Robert W. Welch, Jr. Quotes.
For, quite literally, the whole world today is looking for us to take the lead in carrying out those obligations imposed on the American people as a whole by the beautiful, compassionate and courageous principle of noblesse oblige.
We have seen a central government promote the power of labor-union bosses, and in turn be supported by that power, until it has become entirely too much a government of and for one class, which is exactly what our Founding Fathers wanted most to prevent.
In summary, the Romans were opposed to tyranny in any form; and the feature of government to which they gave the most thought was an elaborate system of checks and balances.
Neither facts nor pictures seem to sink into our centers of feeling any more.
All alone in a committee room of the Senate Office Building in Washington, I was reading the dry typewritten pages in an unpublished report of an almost forgotten congressional committee hearing.
Newspapers write ringing editorials declaring that this is and always was a democracy.
The word democracy comes from the Greek and means, literally, government by the people.
It was under Wilson, of course, that the first huge parts of the Marxist program, such as the progressive income tax, were incorporated into the American system.
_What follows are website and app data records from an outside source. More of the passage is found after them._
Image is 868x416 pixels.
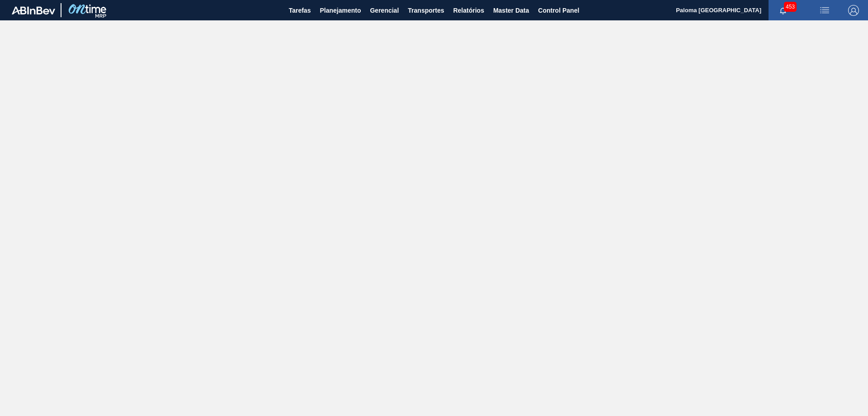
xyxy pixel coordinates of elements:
[768,4,797,17] button: Notificações
[819,5,830,16] img: userActions
[784,2,796,12] span: 453
[453,5,484,16] span: Relatórios
[289,5,311,16] span: Tarefas
[493,5,529,16] span: Master Data
[408,5,444,16] span: Transportes
[370,5,399,16] span: Gerencial
[319,5,360,16] span: Planejamento
[848,5,859,16] img: Logout
[537,5,579,16] span: Control Panel
[12,6,55,14] img: TNhmsLtSVTkK8tSr43FrP2fwEKptu5GPRR3wAAAABJRU5ErkJggg==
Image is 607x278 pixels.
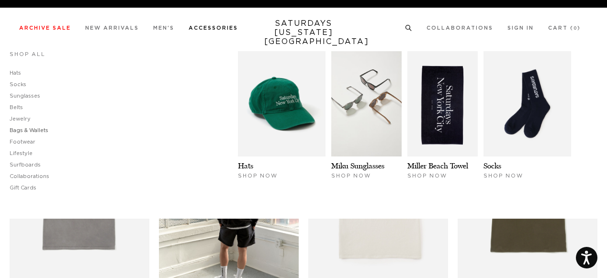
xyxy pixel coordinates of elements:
a: Collaborations [426,25,493,31]
a: Belts [10,105,23,110]
a: Socks [10,82,26,87]
a: Bags & Wallets [10,128,48,133]
a: Jewelry [10,116,31,122]
a: Hats [10,70,21,76]
a: Gift Cards [10,185,36,190]
a: Sunglasses [10,93,40,99]
span: Shop Now [483,173,523,178]
a: Accessories [189,25,238,31]
a: Socks [483,161,501,170]
a: Lifestyle [10,151,33,156]
a: Sign In [507,25,533,31]
a: Cart (0) [548,25,580,31]
a: Collaborations [10,174,49,179]
a: SATURDAYS[US_STATE][GEOGRAPHIC_DATA] [264,19,343,46]
a: Shop All [10,52,45,57]
a: Miku Sunglasses [331,161,384,170]
a: Hats [238,161,253,170]
a: Surfboards [10,162,41,167]
a: New Arrivals [85,25,139,31]
a: Miller Beach Towel [407,161,468,170]
small: 0 [573,26,577,31]
a: Men's [153,25,174,31]
span: Shop Now [238,173,278,178]
a: Archive Sale [19,25,71,31]
a: Footwear [10,139,35,144]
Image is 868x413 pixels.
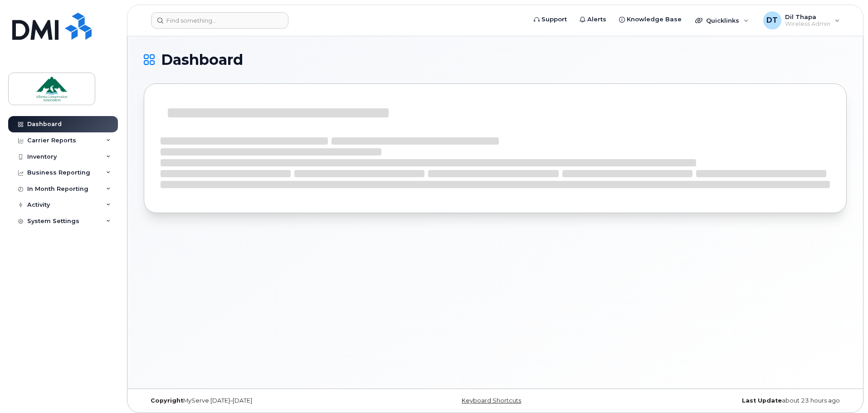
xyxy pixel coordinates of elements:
[161,53,243,67] span: Dashboard
[144,397,378,404] div: MyServe [DATE]–[DATE]
[742,397,782,404] strong: Last Update
[612,397,847,404] div: about 23 hours ago
[461,397,521,404] a: Keyboard Shortcuts
[151,397,183,404] strong: Copyright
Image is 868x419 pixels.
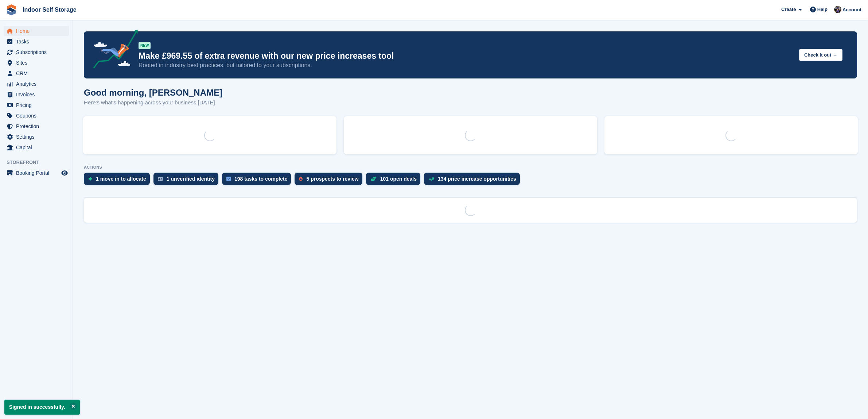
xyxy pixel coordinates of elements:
[4,90,69,99] a: menu
[83,165,857,170] p: ACTIONS
[16,90,59,99] span: Invoices
[6,4,17,15] img: stora-icon-8386f47178a22dfd0bd8f6a31ec36ba5ce8667c1dd55bd0f319d3a0aa187defe.svg
[4,399,80,415] p: Signed in successfully.
[16,110,59,121] span: Coupons
[154,172,222,188] a: 1 unverified identity
[366,172,424,188] a: 101 open deals
[842,6,862,13] span: Account
[299,177,303,181] img: prospect-51fa495bee0391a8d652442698ab0144808aea92771e9ea1ae160a38d050c398.svg
[4,47,69,57] a: menu
[306,176,359,182] div: 5 prospects to review
[370,176,376,181] img: deal-1b604bf984904fb50ccaf53a9ad4b4a5d6e5aea283cecdc64d6e3604feb123c2.svg
[16,36,59,47] span: Tasks
[83,172,154,188] a: 1 move in to allocate
[138,51,793,61] p: Make £969.55 of extra revenue with our new price increases tool
[834,6,841,13] img: Sandra Pomeroy
[83,88,223,98] h1: Good morning, [PERSON_NAME]
[4,131,69,142] a: menu
[222,172,295,188] a: 198 tasks to complete
[16,100,59,110] span: Pricing
[4,68,69,78] a: menu
[83,99,223,107] p: Here's what's happening across your business [DATE]
[4,110,69,121] a: menu
[4,121,69,131] a: menu
[16,47,59,57] span: Subscriptions
[4,26,69,36] a: menu
[16,68,59,78] span: CRM
[817,6,827,13] span: Help
[234,176,288,182] div: 198 tasks to complete
[16,26,59,36] span: Home
[16,168,59,178] span: Booking Portal
[4,36,69,47] a: menu
[87,29,138,71] img: price-adjustments-announcement-icon-8257ccfd72463d97f412b2fc003d46551f7dbcb40ab6d574587a9cd5c0d94...
[6,159,73,166] span: Storefront
[16,79,59,89] span: Analytics
[424,172,524,188] a: 134 price increase opportunities
[380,176,416,182] div: 101 open deals
[4,79,69,89] a: menu
[4,58,69,67] a: menu
[429,178,434,180] img: price_increase_opportunities-93ffe204e8149a01c8c9dc8f82e8f89637d9d84a8eef4429ea346261dce0b2c0.svg
[16,131,59,142] span: Settings
[4,142,69,153] a: menu
[4,100,69,110] a: menu
[295,172,366,188] a: 5 prospects to review
[88,177,92,181] img: move_ins_to_allocate_icon-fdf77a2bb77ea45bf5b3d319d69a93e2d87916cf1d5bf7949dd705db3b84f3ca.svg
[138,61,793,69] p: Rooted in industry best practices, but tailored to your subscriptions.
[167,176,215,182] div: 1 unverified identity
[16,58,59,67] span: Sites
[781,6,796,13] span: Create
[158,177,163,181] img: verify_identity-adf6edd0f0f0b5bbfe63781bf79b02c33cf7c696d77639b501bdc392416b5a36.svg
[60,169,69,178] a: Preview store
[16,142,59,153] span: Capital
[96,176,146,182] div: 1 move in to allocate
[226,177,231,181] img: task-75834270c22a3079a89374b754ae025e5fb1db73e45f91037f5363f120a921f8.svg
[799,49,842,61] button: Check it out →
[438,176,517,182] div: 134 price increase opportunities
[138,42,151,49] div: NEW
[4,168,69,178] a: menu
[16,121,59,131] span: Protection
[20,4,80,16] a: Indoor Self Storage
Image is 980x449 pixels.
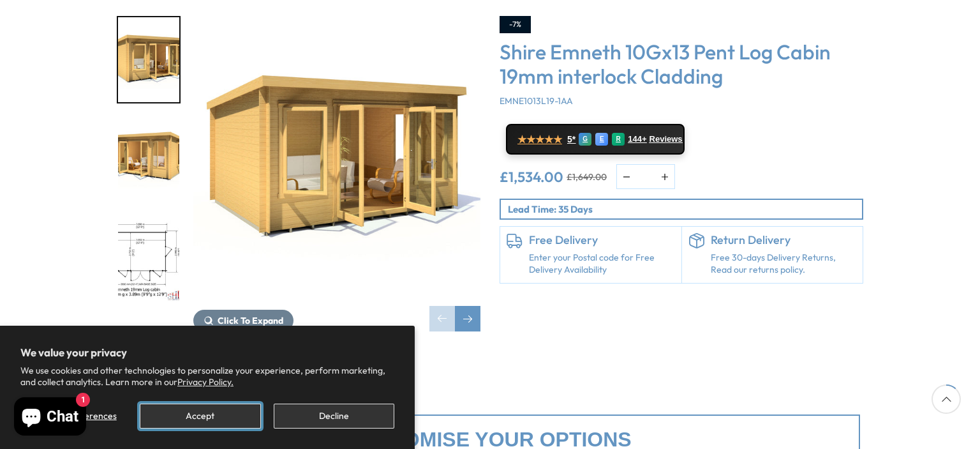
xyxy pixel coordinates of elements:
[274,404,394,428] button: Decline
[711,233,857,247] h6: Return Delivery
[500,16,531,33] div: -7%
[506,124,685,154] a: ★★★★★ 5* G E R 144+ Reviews
[21,346,394,359] h2: We value your privacy
[117,216,180,303] div: 3 / 15
[455,306,480,331] div: Next slide
[711,251,857,277] p: Free 30-days Delivery Returns, Read our returns policy.
[567,173,607,181] del: £1,649.00
[10,397,90,439] inbox-online-store-chat: Shopify online store chat
[117,16,180,103] div: 1 / 15
[628,134,647,144] span: 144+
[612,133,625,146] div: R
[140,404,260,428] button: Accept
[650,134,683,144] span: Reviews
[529,251,675,277] a: Enter your Postal code for Free Delivery Availability
[529,233,675,247] h6: Free Delivery
[500,95,573,107] span: EMNE1013L19-1AA
[517,133,563,146] span: ★★★★★
[508,203,862,216] p: Lead Time: 35 Days
[500,170,563,184] ins: £1,534.00
[21,365,394,387] p: We use cookies and other technologies to personalize your experience, perform marketing, and coll...
[118,217,179,302] img: 2990gx389010gx13Emneth19mmPLAN_9efd6104-3a14-4d67-9355-ca9f57706435_200x200.jpg
[218,315,283,326] span: Click To Expand
[118,118,179,203] img: 2990gx389010gx13Emneth19mm-030lifestyle_ea743d31-7f3c-4ad9-a448-ed4adc29c1f9_200x200.jpg
[193,309,294,331] button: Click To Expand
[430,306,455,331] div: Previous slide
[118,17,179,102] img: 2990gx389010gx13Emneth19mm030LIFESTYLE_71cc9d64-1f41-4a0f-a807-8392838f018f_200x200.jpg
[500,40,863,89] h3: Shire Emneth 10Gx13 Pent Log Cabin 19mm interlock Cladding
[117,116,180,204] div: 2 / 15
[178,376,234,387] a: Privacy Policy.
[193,16,480,331] div: 1 / 15
[193,16,480,303] img: Shire Emneth 10Gx13 Pent Log Cabin 19mm interlock Cladding - Best Shed
[595,133,608,146] div: E
[579,133,592,146] div: G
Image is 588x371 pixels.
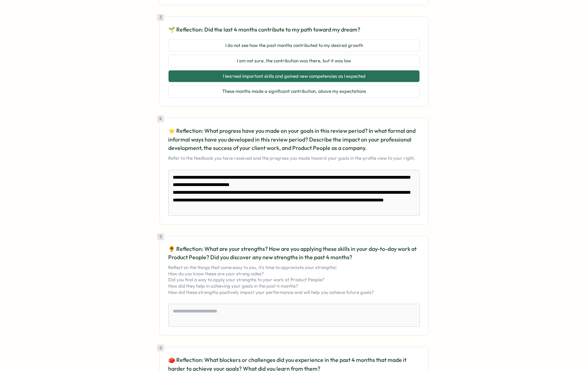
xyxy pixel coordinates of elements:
p: ⭐️ Reflection: What progress have you made on your goals in this review period? In what formal an... [168,126,419,152]
p: Refer to the feedback you have received and the progress you made toward your goals in the profil... [168,156,419,161]
div: 3 [157,14,164,21]
div: 6 [157,344,164,351]
button: These months made a significant contribution, above my expectations [168,85,419,97]
div: 4 [157,115,164,122]
p: 🌻 Reflection: What are your strengths? How are you applying these skills in your day-to-day work ... [168,245,419,262]
div: 5 [157,233,164,240]
button: I learned important skills and gained new competencies as I expected [168,70,419,83]
button: I am not sure, the contribution was there, but it was low [168,55,419,67]
button: I do not see how the past months contributed to my desired growth [168,39,419,52]
p: 🌱 Reflection: Did the last 4 months contribute to my path toward my dream? [168,25,419,34]
p: Reflect on the things that come easy to you, it's time to appreciate your strengths! How do you k... [168,265,419,296]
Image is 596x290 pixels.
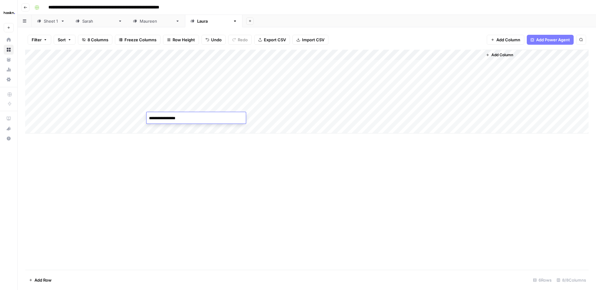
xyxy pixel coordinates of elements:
[34,277,52,283] span: Add Row
[197,18,230,24] div: [PERSON_NAME]
[4,5,14,20] button: Workspace: Haskn
[173,37,195,43] span: Row Height
[531,275,554,285] div: 6 Rows
[70,15,128,27] a: [PERSON_NAME]
[28,35,51,45] button: Filter
[25,275,55,285] button: Add Row
[264,37,286,43] span: Export CSV
[4,55,14,65] a: Your Data
[4,65,14,75] a: Usage
[54,35,75,45] button: Sort
[536,37,570,43] span: Add Power Agent
[4,134,14,143] button: Help + Support
[302,37,325,43] span: Import CSV
[185,15,243,27] a: [PERSON_NAME]
[484,51,516,59] button: Add Column
[554,275,589,285] div: 8/8 Columns
[202,35,226,45] button: Undo
[32,37,42,43] span: Filter
[163,35,199,45] button: Row Height
[4,75,14,84] a: Settings
[4,45,14,55] a: Browse
[115,35,161,45] button: Freeze Columns
[4,124,14,134] button: What's new?
[487,35,525,45] button: Add Column
[211,37,222,43] span: Undo
[4,7,15,18] img: Haskn Logo
[527,35,574,45] button: Add Power Agent
[78,35,112,45] button: 8 Columns
[497,37,521,43] span: Add Column
[293,35,329,45] button: Import CSV
[32,15,70,27] a: Sheet 1
[128,15,185,27] a: [PERSON_NAME]
[4,35,14,45] a: Home
[140,18,173,24] div: [PERSON_NAME]
[44,18,58,24] div: Sheet 1
[82,18,116,24] div: [PERSON_NAME]
[4,114,14,124] a: AirOps Academy
[254,35,290,45] button: Export CSV
[88,37,108,43] span: 8 Columns
[125,37,157,43] span: Freeze Columns
[4,124,13,133] div: What's new?
[492,52,513,58] span: Add Column
[58,37,66,43] span: Sort
[238,37,248,43] span: Redo
[228,35,252,45] button: Redo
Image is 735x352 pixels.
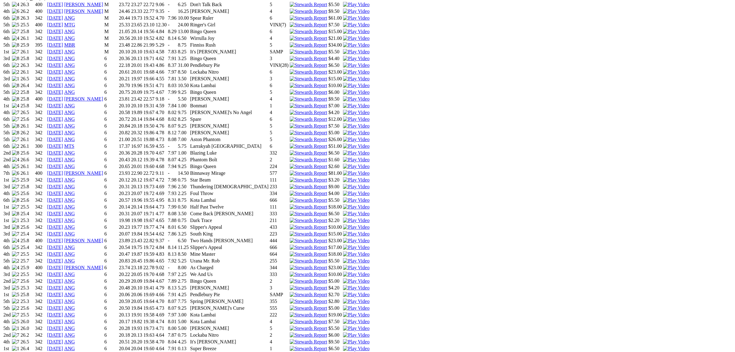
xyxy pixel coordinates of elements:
[47,305,63,310] a: [DATE]
[343,244,369,250] img: Play Video
[343,9,369,14] img: Play Video
[64,285,75,290] a: ANG
[343,292,369,297] a: View replay
[343,231,369,236] a: View replay
[343,332,369,337] img: Play Video
[47,231,63,236] a: [DATE]
[12,224,19,230] img: 8
[64,265,103,270] a: [PERSON_NAME]
[47,265,63,270] a: [DATE]
[47,56,63,61] a: [DATE]
[343,76,369,81] a: View replay
[290,285,327,290] img: Stewards Report
[343,184,369,189] a: View replay
[290,22,327,28] img: Stewards Report
[47,298,63,303] a: [DATE]
[12,258,19,263] img: 2
[12,292,19,297] img: 5
[47,318,63,324] a: [DATE]
[343,298,369,304] img: Play Video
[12,298,19,304] img: 2
[343,15,369,21] a: View replay
[64,190,75,196] a: ANG
[12,76,19,81] img: 1
[290,265,327,270] img: Stewards Report
[64,2,103,7] a: [PERSON_NAME]
[64,332,75,337] a: ANG
[343,150,369,156] img: Play Video
[64,157,75,162] a: ANG
[343,164,369,169] img: Play Video
[47,123,63,128] a: [DATE]
[343,278,369,284] img: Play Video
[290,318,327,324] img: Stewards Report
[64,292,75,297] a: ANG
[12,170,19,176] img: 6
[343,278,369,283] a: View replay
[47,137,63,142] a: [DATE]
[343,83,369,88] a: View replay
[47,211,63,216] a: [DATE]
[343,224,369,230] img: Play Video
[64,164,75,169] a: ANG
[12,96,19,102] img: 8
[64,312,75,317] a: ANG
[64,258,75,263] a: ANG
[343,204,369,209] img: Play Video
[47,83,63,88] a: [DATE]
[343,76,369,81] img: Play Video
[343,251,369,257] img: Play Video
[47,96,63,101] a: [DATE]
[290,62,327,68] img: Stewards Report
[343,42,369,48] img: Play Video
[12,137,19,142] img: 7
[343,325,369,331] img: Play Video
[290,312,327,317] img: Stewards Report
[64,197,75,202] a: ANG
[290,49,327,55] img: Stewards Report
[343,83,369,88] img: Play Video
[47,164,63,169] a: [DATE]
[343,184,369,189] img: Play Video
[290,76,327,81] img: Stewards Report
[343,29,369,34] a: View replay
[343,318,369,324] a: View replay
[47,184,63,189] a: [DATE]
[47,22,63,27] a: [DATE]
[47,116,63,122] a: [DATE]
[47,177,63,182] a: [DATE]
[64,22,75,27] a: MTG
[290,123,327,129] img: Stewards Report
[290,110,327,115] img: Stewards Report
[64,123,75,128] a: ANG
[12,15,19,21] img: 8
[47,197,63,202] a: [DATE]
[290,197,327,203] img: Stewards Report
[343,265,369,270] a: View replay
[290,298,327,304] img: Stewards Report
[12,116,19,122] img: 7
[12,56,19,61] img: 8
[64,96,103,101] a: [PERSON_NAME]
[12,164,19,169] img: 5
[47,238,63,243] a: [DATE]
[47,278,63,283] a: [DATE]
[12,123,19,129] img: 8
[12,318,19,324] img: 5
[290,96,327,102] img: Stewards Report
[64,69,75,74] a: ANG
[12,143,19,149] img: 2
[12,211,19,216] img: 8
[290,332,327,337] img: Stewards Report
[290,9,327,14] img: Stewards Report
[47,103,63,108] a: [DATE]
[47,224,63,229] a: [DATE]
[343,96,369,101] a: View replay
[12,110,19,115] img: 7
[290,177,327,183] img: Stewards Report
[343,305,369,311] img: Play Video
[64,89,75,95] a: ANG
[47,150,63,155] a: [DATE]
[290,292,327,297] img: Stewards Report
[12,42,19,48] img: 8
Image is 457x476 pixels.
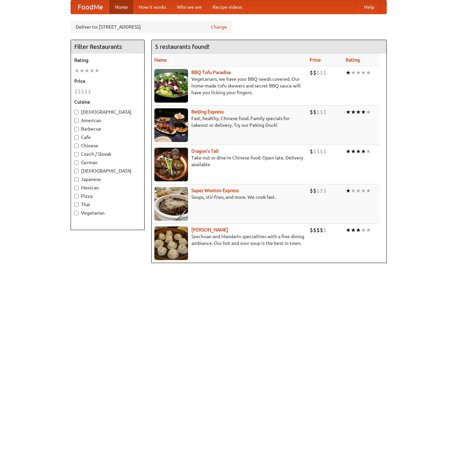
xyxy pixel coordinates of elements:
[71,21,232,33] div: Deliver to: [STREET_ADDRESS]
[155,43,210,50] ng-pluralize: 5 restaurants found!
[74,127,79,131] input: Barbecue
[316,187,320,195] li: $
[366,108,371,116] li: ★
[313,69,316,76] li: $
[345,227,351,234] li: ★
[85,88,87,95] li: $
[74,67,79,74] li: ★
[74,126,141,132] label: Barbecue
[313,108,316,116] li: $
[323,108,327,116] li: $
[110,0,133,14] a: Home
[361,227,366,234] li: ★
[87,88,91,95] li: $
[207,0,247,14] a: Recipe videos
[356,108,361,116] li: ★
[74,88,78,95] li: $
[316,69,320,76] li: $
[345,108,351,116] li: ★
[366,148,371,155] li: ★
[192,227,228,232] a: [PERSON_NAME]
[211,23,227,30] a: Change
[79,67,85,74] li: ★
[74,135,79,139] input: Cafe
[71,40,144,54] h4: Filter Restaurants
[310,148,313,155] li: $
[74,193,141,199] label: Pizza
[345,57,360,62] a: Rating
[316,148,320,155] li: $
[356,69,361,76] li: ★
[74,168,141,174] label: [DEMOGRAPHIC_DATA]
[74,152,79,157] input: Czech / Slovak
[351,187,356,195] li: ★
[361,148,366,155] li: ★
[351,148,356,155] li: ★
[154,233,305,246] p: Szechuan and Mandarin specialities with a fine dining ambiance. Our hot and sour soup is the best...
[361,108,366,116] li: ★
[74,169,79,173] input: [DEMOGRAPHIC_DATA]
[74,194,79,198] input: Pizza
[323,148,327,155] li: $
[323,69,327,76] li: $
[74,201,141,208] label: Thai
[310,69,313,76] li: $
[356,148,361,155] li: ★
[154,227,188,260] img: shandong.jpg
[74,99,141,105] h5: Cuisine
[316,227,320,234] li: $
[356,227,361,234] li: ★
[323,187,327,195] li: $
[310,108,313,116] li: $
[345,187,351,195] li: ★
[192,188,239,193] a: Super Wonton Express
[154,194,305,201] p: Soups, stir-fries, and more. We cook fast.
[74,119,79,123] input: American
[133,0,172,14] a: How it works
[74,176,141,183] label: Japanese
[192,148,218,154] a: Dragon's Tail
[356,187,361,195] li: ★
[192,109,223,115] a: Beijing Express
[361,187,366,195] li: ★
[316,108,320,116] li: $
[74,159,141,166] label: German
[74,211,79,215] input: Vegetarian
[74,110,79,115] input: [DEMOGRAPHIC_DATA]
[172,0,207,14] a: Who we are
[74,210,141,216] label: Vegetarian
[310,187,313,195] li: $
[154,187,188,221] img: superwonton.jpg
[345,148,351,155] li: ★
[323,227,327,234] li: $
[351,227,356,234] li: ★
[358,0,380,14] a: Help
[320,148,323,155] li: $
[74,57,141,63] h5: Rating
[154,115,305,128] p: Fast, healthy, Chinese food. Family specials for takeout or delivery. Try our Peking Duck!
[313,148,316,155] li: $
[366,69,371,76] li: ★
[74,78,141,85] h5: Price
[320,69,323,76] li: $
[81,88,85,95] li: $
[154,76,305,96] p: Vegetarians, we have your BBQ needs covered. Our home-made tofu skewers and secret BBQ sauce will...
[192,70,231,75] a: BBQ Tofu Paradise
[351,69,356,76] li: ★
[320,187,323,195] li: $
[78,88,81,95] li: $
[154,69,188,103] img: tofuparadise.jpg
[351,108,356,116] li: ★
[310,57,321,62] a: Price
[313,187,316,195] li: $
[361,69,366,76] li: ★
[74,184,141,191] label: Mexican
[320,108,323,116] li: $
[366,187,371,195] li: ★
[90,67,94,74] li: ★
There is no question but that the laws and principles which Solon laid down both foreshadowed and prepared the way for all republics of later ages, including our own.
The difference is that for a soundly conceived and solidly endowed republic it takes a great deal longer for those seeds to germinate and the plants to grow.
We have seen a central government taking more and more control over public education, over communications, over transportation, over every detail of our daily lives.
In the Constitution of the American Republic there was a deliberate and very extensive and emphatic division of governmental power for the very purpose of preventing unbridled majority rule.